Mumps date issue - mumps

My database reverted to June 6th, 1841 this weekend. It seems all was fine with dates on 06-05-2020. How can I reset the date to reflect the current date? It has always been the date in mumps was tied the computer clock/calendar; however the current date has no effect on the system date within mumps. Any suggestions?

I think this should answer you, what's happened

Related

Add one date to date in MySql

I am setting up a MySQL (Maria) where I am going to upload demo data for an application. In the demo date there will be many different dates from the last 6 months.
What I need to do is to keep all dates the same number of days from today all the time. So a date that is x number of days earlier or later than today keep that interval constant.
The demo data will be used in a PHP application so it is maybe an option to run PHP code to change the dates every day, or is it best done any other way?
I have been trying to just add +1, but it does not work on dates.

SQL dates are returning -1 day off

Trying to capture some information when a user inputs two dates. The information I'm getting back is correct apart from the dates are off by one. So if I ask for 13th 14th 15th I get the correct information back but the dates are 12th 13th 14th.
Found the issue it's to do with BST time being 1 hour ahead. Just not really sure how to rectify it apart from sticking my PC an hour behind.
Check the date stored in the database it might be stored in UTC Format. If it is in UTC Format, you must handle it in your code to match on your time zone.

Mysql query group by week with specific start and end

I searched stack overflow and have come so close yet have not found if this is possible.
I want to group a weekly query from 11:30 am Friday to 11:29 am Friday for each week.
adding days and hours only partially work. I need to keep this in a mysql query not coding in php, etc.
You need to give more information on your table structure and some sample date. If I have understood correctly then below is simple pseudo code which you can start use to start framing your requirement .
select something from table where date between 1:30 am Friday and 11:29 am
group by trunc(date).
Note :
- Format the date in where condition using to_Date.
- Week definition might be different in database so you need to manipulate.

MySql timestamp timezone weirdness

I want to grab records from a table based on the day of the month the record was created.
This information is stored in a Unix timestamp. During testing I created new test records and threw in some timestamps for specific times that I had converted to timestamps using an online converter. I used...
01/29/2010-02:00:00
Right now I'm using...
FROM_UNIXTIME(timestamp, '%d') == 29
This should work for all times on the 29th day of every month. But it is calculating the timestamp to be 5 hours behind the actual value of the timestamp. When I just run a FROM_UNIXTIME on the timestamp it returns 01/28/2010-21:00:00. I was hoping someone could give an explanation for this, if there is an easy fix or should I just code the program to expect the timezone to be a factor.
The FROM_UNIXTIME function automatically converts the datetime to the current timezone.

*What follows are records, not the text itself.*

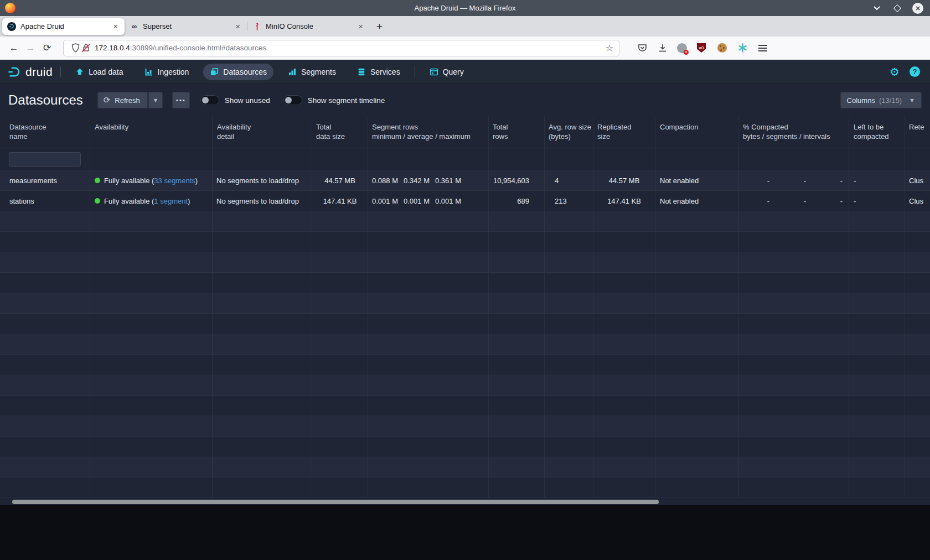  What do you see at coordinates (293, 100) in the screenshot?
I see `show-segment-timeline-toggle` at bounding box center [293, 100].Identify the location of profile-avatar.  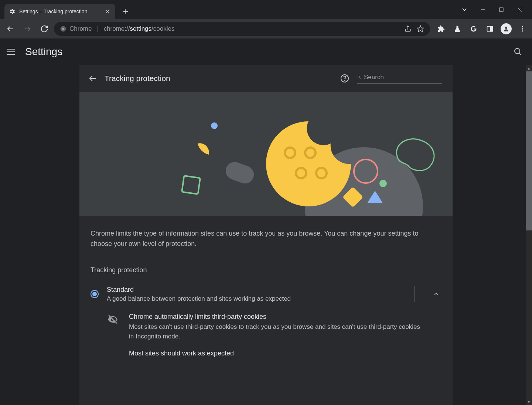
(506, 29).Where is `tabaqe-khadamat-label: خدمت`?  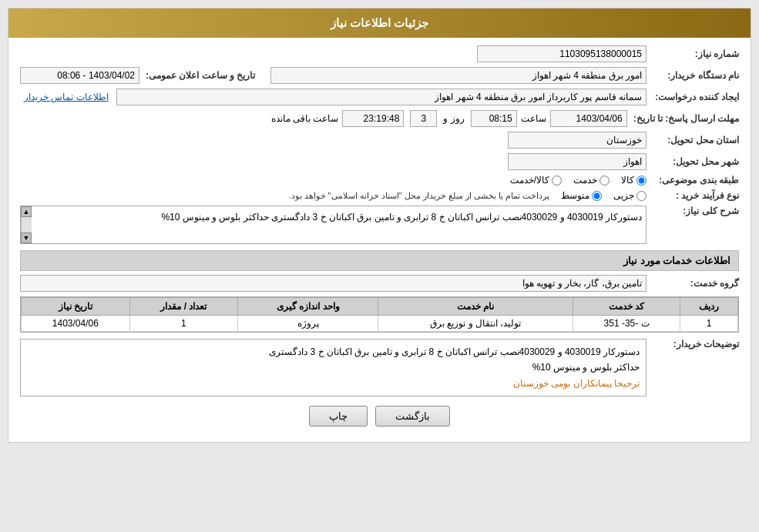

Sorting by month in MS Access

I am using an MS Access db to track some tasks during the year. Each task has a due Month. I do not want to use exact dates as the convention in my team is to refer to the month. I don't want to store the dates in a date format as team members will be entering the due month by hand.
Is it possible to sort my fields in date order if the date is stored as a text string month? (eg. January, February rather than 31/01/2009, 28/02/2009).
If so, what would such a query look like?
Thanks in advance.
If you are storing only the month name, your will first need to convert to a date to get a month number, use a lookup table (MonthNo, MonthName) or use the Switch function. Here is an example of converting to a date:
SELECT Month(CDate(Year(Date()) & "/" & [MonthNameField] & "/1")) AS MonthNo
FROM Table
However, there is probably a good argument for storing a date based on the month name entered, this would prevent any confusion about years.
This should work
SELECT *
FROM TableName
OrderBy Month(date_field)
I would store the month as an integer 1-12 then you can easily sort them.
I would make a date field.
I would store 1/1/2009 for January 2009, 2/1/2009 for February 2009, and so forth. For display purposes, I'd format it so that it displayed only the month (or Month + Year -- can't imagine how you wouldn't want the year).
This makes it possible to take advantage of date operations on the field without messy conversions of text to date formats.
Thank you all for your responses. Sorry for the delay in responding - I'm working on this issue again now.
For clarity, the DB is to be used to track a schedule of events within a 12 month period. The year does not need to be stored as everything in the DB is referring to the same year. A new copy of the DB will be made at the beginning of 2010.
I'm really keen to actually store the month as a word rather than any kind of value or date field as when bulk adding tasks I will likely edit the table directly rather than use a form.
I realise this is dead but google brought me here while i was looking so thought I would add to it:
I had this problem myself (Access 2010) and found a decent answer here: http://www.vbforums.com/showthread.php?503841-How-to-Convert-MonthName-to-Value(Microsoft-access-2003)
So what I did was have a Query which pulled out the DISTINCT months from my table. Then in the design view i added another column with MonthNo: Month(CDate("1 " & [Month]))and sorted the query on this column
hope this helps someone if not the OP.